On Sunday, President Trump made an unannounced visit to McLean Bible Church where David Platt, one of the most well known and respected pastors in American evangelicalism prayed for the president.
Politics aside, for Christians, we are called to pray for our leaders.
President Trump did not make any public remarks at the church service.
Franklin Graham had called on American pastors to make today a special day of prayer for the president.

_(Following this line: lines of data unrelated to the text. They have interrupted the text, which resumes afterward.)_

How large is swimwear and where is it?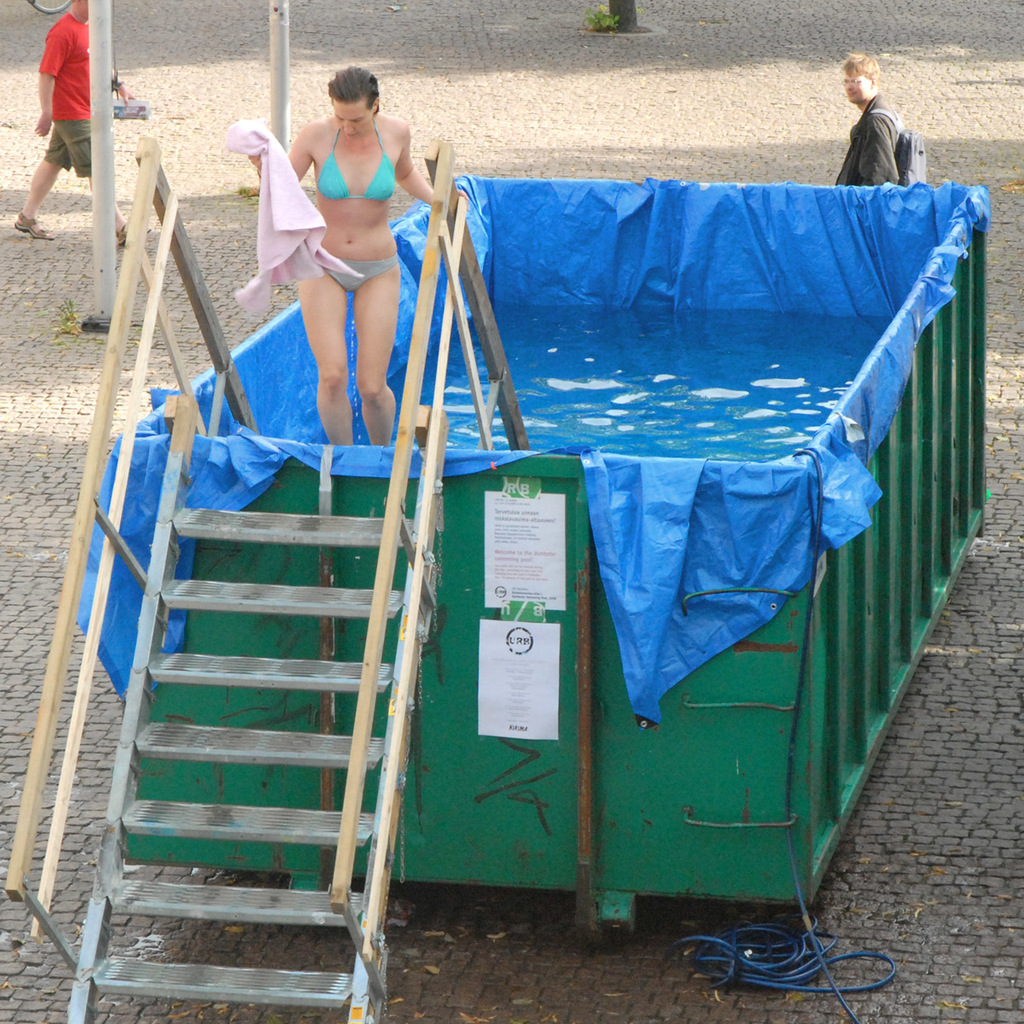
Bounding box: bbox=[317, 130, 392, 201].
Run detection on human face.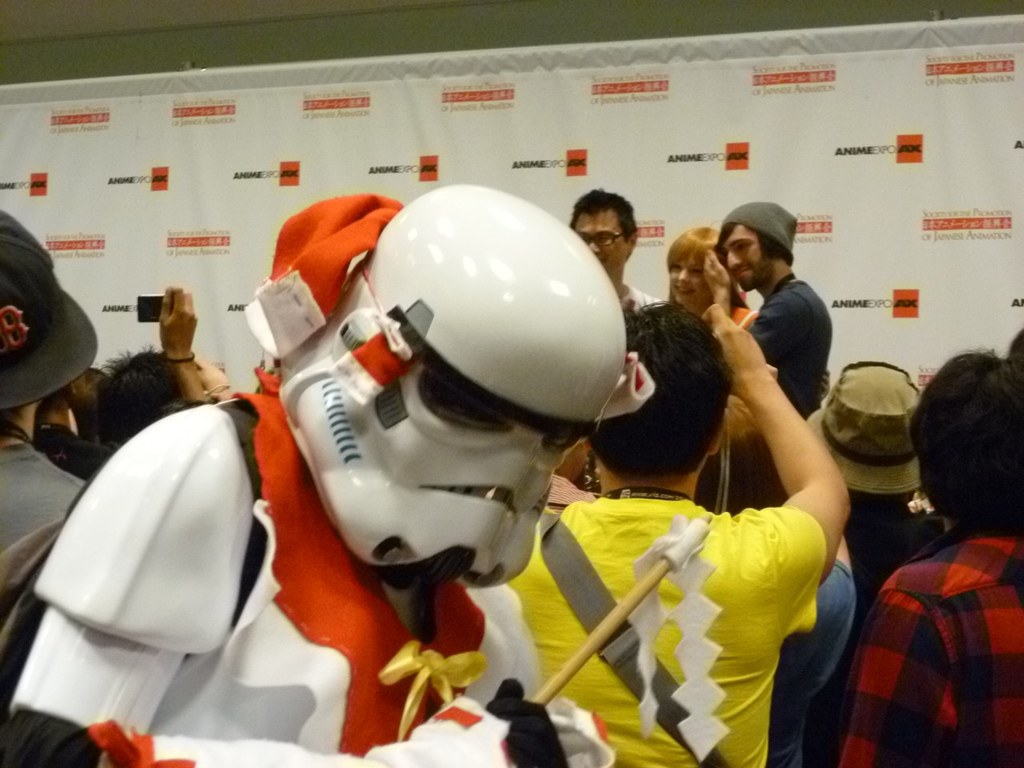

We’re continuing to see how radical the democratic party and the pro-choice movement are getting on abortion. They keep denying how radical they are. Two weeks ago, it was the late term abortion ban in New York. People argued that it wasn’t really all that radical. It was a law that was strictly meant to provide late term abortions just in situations where it was medically necessary (which was already legal in New York), and that the only reason a person would even have a late term abortion would be situations where it was medically necessary.
Then why change the law when it was already legal? The new law was an expansion of abortion protections that has a wider scope than many wanted to acknowledge. The new law broadened circumstances when late term abortion was legal to vaguely include “health,” which was not necessarily merely referring to a life-saving procedure.
It became a story last week that Karen Pence, the wife of vice president Mike Pence is teaching art classes at a private school in Virginia that holds to Biblical values and expects students and staff to abide by a code of conduct which comports with Biblical teachings. This has drawn criticism because Immanuel Christian School, where Pence teaches, has a policy banning LGBT expressions or relationships.
Two Virginia politicians have faced backlash this week regarding statements they made on abortion. What we’re going to do this evening is look at those comments and some of the recent news in state abortion laws.
The Commonwealth of Virginia had proposed a law that would have expanded abortion parameters. The bill failed, but many were shocked by the cold manner with which bill sponsor Kathy Tran discussed the allowances under her law, if passed.